=== TASK DETAILS ===
Reproduce the entries. Match every word.

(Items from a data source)
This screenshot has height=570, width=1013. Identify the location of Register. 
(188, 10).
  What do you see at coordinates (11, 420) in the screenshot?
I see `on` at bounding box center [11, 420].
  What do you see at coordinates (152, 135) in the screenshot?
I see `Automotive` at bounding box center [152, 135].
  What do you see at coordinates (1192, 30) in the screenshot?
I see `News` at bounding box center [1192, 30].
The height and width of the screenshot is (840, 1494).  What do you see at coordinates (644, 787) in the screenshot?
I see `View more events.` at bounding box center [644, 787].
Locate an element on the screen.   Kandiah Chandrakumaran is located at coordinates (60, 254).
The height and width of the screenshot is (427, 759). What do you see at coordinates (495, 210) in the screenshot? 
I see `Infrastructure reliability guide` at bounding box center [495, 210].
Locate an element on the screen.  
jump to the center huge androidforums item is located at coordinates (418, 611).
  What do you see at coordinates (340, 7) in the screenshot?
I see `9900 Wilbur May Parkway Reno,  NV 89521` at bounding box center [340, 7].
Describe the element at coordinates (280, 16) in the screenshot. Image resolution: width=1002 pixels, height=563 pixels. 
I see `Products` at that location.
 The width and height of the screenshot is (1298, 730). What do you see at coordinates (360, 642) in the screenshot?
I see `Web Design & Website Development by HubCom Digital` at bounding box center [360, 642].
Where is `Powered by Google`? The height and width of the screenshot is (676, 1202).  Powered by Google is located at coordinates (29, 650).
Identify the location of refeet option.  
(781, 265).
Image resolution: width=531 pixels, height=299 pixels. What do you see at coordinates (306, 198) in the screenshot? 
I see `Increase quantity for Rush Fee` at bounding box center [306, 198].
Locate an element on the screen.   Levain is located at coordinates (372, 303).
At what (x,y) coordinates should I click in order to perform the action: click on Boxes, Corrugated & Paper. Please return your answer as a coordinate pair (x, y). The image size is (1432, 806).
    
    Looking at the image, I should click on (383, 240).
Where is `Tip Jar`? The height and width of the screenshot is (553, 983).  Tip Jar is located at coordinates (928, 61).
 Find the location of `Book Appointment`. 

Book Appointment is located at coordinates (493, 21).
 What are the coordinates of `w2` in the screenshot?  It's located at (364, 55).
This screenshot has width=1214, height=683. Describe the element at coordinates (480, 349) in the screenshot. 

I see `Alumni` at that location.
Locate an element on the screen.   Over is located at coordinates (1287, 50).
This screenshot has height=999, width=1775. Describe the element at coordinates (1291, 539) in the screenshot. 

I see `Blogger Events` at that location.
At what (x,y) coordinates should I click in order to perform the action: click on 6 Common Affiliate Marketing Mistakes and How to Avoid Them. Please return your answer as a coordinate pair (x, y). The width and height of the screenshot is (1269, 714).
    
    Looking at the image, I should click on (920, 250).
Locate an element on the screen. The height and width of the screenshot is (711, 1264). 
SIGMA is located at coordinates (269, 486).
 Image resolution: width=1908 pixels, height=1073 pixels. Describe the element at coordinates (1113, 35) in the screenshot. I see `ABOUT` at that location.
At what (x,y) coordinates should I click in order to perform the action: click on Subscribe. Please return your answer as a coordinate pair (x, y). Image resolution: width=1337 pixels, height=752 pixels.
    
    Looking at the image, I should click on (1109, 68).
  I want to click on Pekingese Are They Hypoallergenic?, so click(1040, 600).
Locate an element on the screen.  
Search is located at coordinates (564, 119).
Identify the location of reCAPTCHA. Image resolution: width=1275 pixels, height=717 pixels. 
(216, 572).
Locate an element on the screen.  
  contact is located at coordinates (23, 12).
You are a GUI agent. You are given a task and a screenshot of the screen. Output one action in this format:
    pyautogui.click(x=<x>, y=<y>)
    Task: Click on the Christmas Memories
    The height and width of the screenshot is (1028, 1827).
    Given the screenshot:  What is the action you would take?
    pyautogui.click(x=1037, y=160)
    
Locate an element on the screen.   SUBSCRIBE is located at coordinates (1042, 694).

=== YOUR RESPONSE ===
This screenshot has height=570, width=1013. Identify the location of Register. 
(188, 10).
  What do you see at coordinates (11, 420) in the screenshot?
I see `on` at bounding box center [11, 420].
  What do you see at coordinates (152, 135) in the screenshot?
I see `Automotive` at bounding box center [152, 135].
  What do you see at coordinates (1192, 30) in the screenshot?
I see `News` at bounding box center [1192, 30].
The height and width of the screenshot is (840, 1494).  What do you see at coordinates (644, 787) in the screenshot?
I see `View more events.` at bounding box center [644, 787].
Locate an element on the screen.   Kandiah Chandrakumaran is located at coordinates (60, 254).
The height and width of the screenshot is (427, 759). What do you see at coordinates (495, 210) in the screenshot? 
I see `Infrastructure reliability guide` at bounding box center [495, 210].
Locate an element on the screen.  
jump to the center huge androidforums item is located at coordinates (418, 611).
  What do you see at coordinates (340, 7) in the screenshot?
I see `9900 Wilbur May Parkway Reno,  NV 89521` at bounding box center [340, 7].
Describe the element at coordinates (280, 16) in the screenshot. Image resolution: width=1002 pixels, height=563 pixels. 
I see `Products` at that location.
 The width and height of the screenshot is (1298, 730). What do you see at coordinates (360, 642) in the screenshot?
I see `Web Design & Website Development by HubCom Digital` at bounding box center [360, 642].
Where is `Powered by Google`? The height and width of the screenshot is (676, 1202).  Powered by Google is located at coordinates (29, 650).
Identify the location of refeet option.  
(781, 265).
Image resolution: width=531 pixels, height=299 pixels. What do you see at coordinates (306, 198) in the screenshot? 
I see `Increase quantity for Rush Fee` at bounding box center [306, 198].
Locate an element on the screen.   Levain is located at coordinates (372, 303).
At what (x,y) coordinates should I click in order to perform the action: click on Boxes, Corrugated & Paper. Please return your answer as a coordinate pair (x, y). The image size is (1432, 806).
    
    Looking at the image, I should click on (383, 240).
Where is `Tip Jar`? The height and width of the screenshot is (553, 983).  Tip Jar is located at coordinates (928, 61).
 Find the location of `Book Appointment`. 

Book Appointment is located at coordinates (493, 21).
 What are the coordinates of `w2` in the screenshot?  It's located at (364, 55).
This screenshot has width=1214, height=683. Describe the element at coordinates (480, 349) in the screenshot. 

I see `Alumni` at that location.
Locate an element on the screen.   Over is located at coordinates (1287, 50).
This screenshot has height=999, width=1775. Describe the element at coordinates (1291, 539) in the screenshot. 

I see `Blogger Events` at that location.
At what (x,y) coordinates should I click in order to perform the action: click on 6 Common Affiliate Marketing Mistakes and How to Avoid Them. Please return your answer as a coordinate pair (x, y). The width and height of the screenshot is (1269, 714).
    
    Looking at the image, I should click on (920, 250).
Locate an element on the screen. The height and width of the screenshot is (711, 1264). 
SIGMA is located at coordinates (269, 486).
 Image resolution: width=1908 pixels, height=1073 pixels. Describe the element at coordinates (1113, 35) in the screenshot. I see `ABOUT` at that location.
At what (x,y) coordinates should I click in order to perform the action: click on Subscribe. Please return your answer as a coordinate pair (x, y). Image resolution: width=1337 pixels, height=752 pixels.
    
    Looking at the image, I should click on (1109, 68).
  I want to click on Pekingese Are They Hypoallergenic?, so click(1040, 600).
Locate an element on the screen.  
Search is located at coordinates (564, 119).
Identify the location of reCAPTCHA. Image resolution: width=1275 pixels, height=717 pixels. 
(216, 572).
Locate an element on the screen.  
  contact is located at coordinates (23, 12).
You are a GUI agent. You are given a task and a screenshot of the screen. Output one action in this format:
    pyautogui.click(x=<x>, y=<y>)
    Task: Click on the Christmas Memories
    The height and width of the screenshot is (1028, 1827).
    Given the screenshot:  What is the action you would take?
    pyautogui.click(x=1037, y=160)
    
Locate an element on the screen.   SUBSCRIBE is located at coordinates (1042, 694).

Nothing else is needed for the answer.